I have selected the foregoing genera as having been either published under different names, or, as it appears to me, unnecessarily subdivided. In this extensive class it would not be difficult to point out a much greater number consisting of species improperly united. One very remarkable case of this kind is the genus

Galea,

to which, as I intend to enter fully into the history and affinities of its species, I shall confine myself.

This genus was established by Linneus in the sixth edition of his Genera Plantarum, where the natural character is given: but the following essential character, which is still retained, appears for the first time in the twelfth edition of Systema Naturae, in the third section of Polygamia aequalis: "Receptacidum paleaceum, Pappus pilosus, Calyx imbricatus." The species originally referred to Calea, in the second edition of Species Plantarum, are C.jamaicensis, oppositifolia, and Amellus, described from specimens in Browne's Jamaica Herbarium, which he had received a few years before, and incorporated with his own.

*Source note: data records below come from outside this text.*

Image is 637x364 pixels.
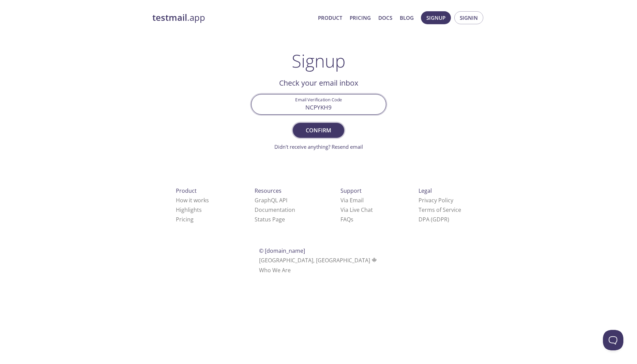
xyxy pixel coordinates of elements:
h1: Signup [292,50,346,71]
button: Confirm [293,123,344,138]
a: Via Email [340,196,364,204]
a: Didn't receive anything? Resend email [274,143,363,150]
a: Blog [400,13,414,22]
span: Product [176,187,197,194]
span: Legal [419,187,432,194]
button: Signup [421,11,451,24]
a: Documentation [254,206,295,214]
span: s [351,216,354,223]
a: Pricing [176,216,194,223]
span: Resources [254,187,282,194]
button: Signin [455,11,483,24]
a: FAQ [340,216,354,223]
span: Signup [426,13,446,22]
a: DPA (GDPR) [419,216,449,223]
iframe: Help Scout Beacon - Open [603,330,624,350]
span: [GEOGRAPHIC_DATA], [GEOGRAPHIC_DATA] [259,257,378,264]
span: Support [340,187,362,194]
a: Pricing [350,13,371,22]
span: © [DOMAIN_NAME] [259,247,305,254]
h2: Check your email inbox [251,77,386,89]
a: GraphQL API [254,196,288,204]
a: Who We Are [259,266,291,274]
a: testmail.app [152,12,313,24]
a: Privacy Policy [419,196,453,204]
a: Via Live Chat [340,206,373,214]
span: Confirm [300,125,337,135]
a: Product [318,13,343,22]
a: Status Page [254,216,285,223]
strong: testmail [152,12,187,24]
a: How it works [176,196,209,204]
a: Docs [378,13,392,22]
a: Highlights [176,206,202,214]
span: Signin [460,13,478,22]
a: Terms of Service [419,206,461,214]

These three plants Linneus had originally referred to Santolina*, for which it seems to me rather less difficult to account than for his afterwards uniting them together to form his genus Calea; two of them, according to his descriptions†, though in reality one only, being without pappus, and in other respects corresponding with the generic character of Santolina; and the third, which

  • In Amoenit. Acad. vol. v. p. 404. † Loc. cit.